Continuous Delivery (CD) is often misunderstood. Many teams think it’s about speed, but Edward Hieatt made it clear at Prodacity—true CD is about consistency, predictability, and business impact.
In the 90s, software was delivered using big-bang, waterfall-style releases—long development cycles where business value wasn’t realized until the very end. But the rules of software delivery have changed. Today, success isn’t just delivering software on time—it’s about delivering software that continuously drives customer success.
From Big Bang to Continuous Flow: The Shift in Software Delivery
In traditional development:
- Requirements were gathered up front and locked into a product requirements document.
- Engineering teams built the product to spec, as cheaply and quickly as possible.
- QA tested it only after development was finished.
- The software was released in a single, large deployment.
The problem? This process didn’t allow for ongoing changes or customer feedback. Hieatt emphasized that modern software is never “done”—requirements evolve continuously, and teams need to adapt without disrupting business output.
A continuous model requires a fundamental mindset shift: instead of measuring success by deadlines, teams must measure success by how predictably they deliver business value over time.
Volatility is the Enemy
Hieatt introduced a new way to measure CD success: instead of tracking release speed, teams should measure business output consistency over time.
A perfect system would deliver constant, high business value despite evolving requirements. In reality, some fluctuation is expected—but the goal is to reduce volatility.
Why is volatility a problem?
- Inconsistent deployments disrupt users. A lumpy delivery cadence means some months deliver a lot of value, while others see little progress.
- High volatility means unpredictability. If teams can’t predict when business value will be delivered, they can’t effectively plan or iterate.
- Too much variation reduces trust. If a system works smoothly one week but is full of issues the next, customers and internal stakeholders lose confidence.
The solution? Control deviations from the average output by focusing on consistency—not just velocity.
The Red Pill (or Blue) of Continuous Delivery
Once you recognize volatility in your delivery pipeline, it’s impossible to ignore. Hieatt outlined six key strategies to reduce fluctuations and increase CD effectiveness:
- Visible Backlog – Transparency and communication prevent sudden changes from derailing progress.
- Test-Driven Development (TDD) – Developers write tests before writing code to align expectations and catch issues early.
- Continuous Integration (CI) – Code is integrated and tested frequently to maintain system stability.
- Refactoring & Re-architecting – Teams must continuously evolve code to prevent outdated frameworks from slowing progress.
- Pain Programming – Forces developers to resolve misalignment between intent and implementation in real time.
- Retrospectives – Identifies team-level blockers and ensures continuous improvement.
Hieatt’s core argument? Continuous delivery isn’t just about pushing code—it’s about ensuring predictable business outcomes.
Analyst Takeaway: CD is a Business Competency, Not Just a DevOps Practice
For developers and engineering leaders, Continuous Delivery must be treated as a core competency that aligns with business goals.
Key Implications:
- Stop focusing only on speed. The goal isn’t to push code fast—it’s to deliver value consistently.
- Measure success by business impact, not deployment count. A stable, predictable flow of features and updates is more valuable than sporadic bursts of activity.
- Break down silos—make every function continuous. If QA is valuable, integrate it into every stage of development instead of treating it as a separate phase.
Final Thought
The real goal of Continuous Delivery isn’t speed—it’s reliability. By focusing on consistent, predictable delivery of business value, organizations can respond to change without disrupting user experience.
When done right, Continuous Delivery becomes a culture—not just a process. Teams that embrace this approach won’t just ship faster—they’ll ship smarter and more sustainably.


PROBLEM DETAILS:
Only an exact repetition of the entries will do.

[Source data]
* * *
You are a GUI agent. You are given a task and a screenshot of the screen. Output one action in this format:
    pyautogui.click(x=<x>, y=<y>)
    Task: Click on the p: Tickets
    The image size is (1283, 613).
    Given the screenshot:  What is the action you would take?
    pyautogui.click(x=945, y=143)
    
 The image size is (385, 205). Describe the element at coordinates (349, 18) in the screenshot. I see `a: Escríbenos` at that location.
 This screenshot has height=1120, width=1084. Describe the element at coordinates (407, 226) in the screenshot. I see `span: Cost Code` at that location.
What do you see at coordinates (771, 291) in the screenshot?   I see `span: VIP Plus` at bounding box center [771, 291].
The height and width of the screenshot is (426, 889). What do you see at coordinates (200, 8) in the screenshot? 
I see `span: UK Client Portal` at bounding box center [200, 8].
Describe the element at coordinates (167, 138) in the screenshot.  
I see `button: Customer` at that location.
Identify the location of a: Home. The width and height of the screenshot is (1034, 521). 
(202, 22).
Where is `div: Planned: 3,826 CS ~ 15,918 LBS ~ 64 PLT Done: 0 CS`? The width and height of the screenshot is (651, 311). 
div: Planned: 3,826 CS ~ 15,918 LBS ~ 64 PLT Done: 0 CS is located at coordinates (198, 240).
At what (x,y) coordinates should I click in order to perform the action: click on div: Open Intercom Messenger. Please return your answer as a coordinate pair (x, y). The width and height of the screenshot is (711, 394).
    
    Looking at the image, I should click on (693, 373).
* * *
EXPECTED ANSWER:
You are a GUI agent. You are given a task and a screenshot of the screen. Output one action in this format:
    pyautogui.click(x=<x>, y=<y>)
    Task: Click on the p: Tickets
    The image size is (1283, 613).
    Given the screenshot:  What is the action you would take?
    pyautogui.click(x=945, y=143)
    
 The image size is (385, 205). Describe the element at coordinates (349, 18) in the screenshot. I see `a: Escríbenos` at that location.
 This screenshot has height=1120, width=1084. Describe the element at coordinates (407, 226) in the screenshot. I see `span: Cost Code` at that location.
What do you see at coordinates (771, 291) in the screenshot?   I see `span: VIP Plus` at bounding box center [771, 291].
The height and width of the screenshot is (426, 889). What do you see at coordinates (200, 8) in the screenshot? 
I see `span: UK Client Portal` at bounding box center [200, 8].
Describe the element at coordinates (167, 138) in the screenshot.  
I see `button: Customer` at that location.
Identify the location of a: Home. The width and height of the screenshot is (1034, 521). 
(202, 22).
Where is `div: Planned: 3,826 CS ~ 15,918 LBS ~ 64 PLT Done: 0 CS`? The width and height of the screenshot is (651, 311). 
div: Planned: 3,826 CS ~ 15,918 LBS ~ 64 PLT Done: 0 CS is located at coordinates (198, 240).
At what (x,y) coordinates should I click in order to perform the action: click on div: Open Intercom Messenger. Please return your answer as a coordinate pair (x, y). The width and height of the screenshot is (711, 394).
    
    Looking at the image, I should click on (693, 373).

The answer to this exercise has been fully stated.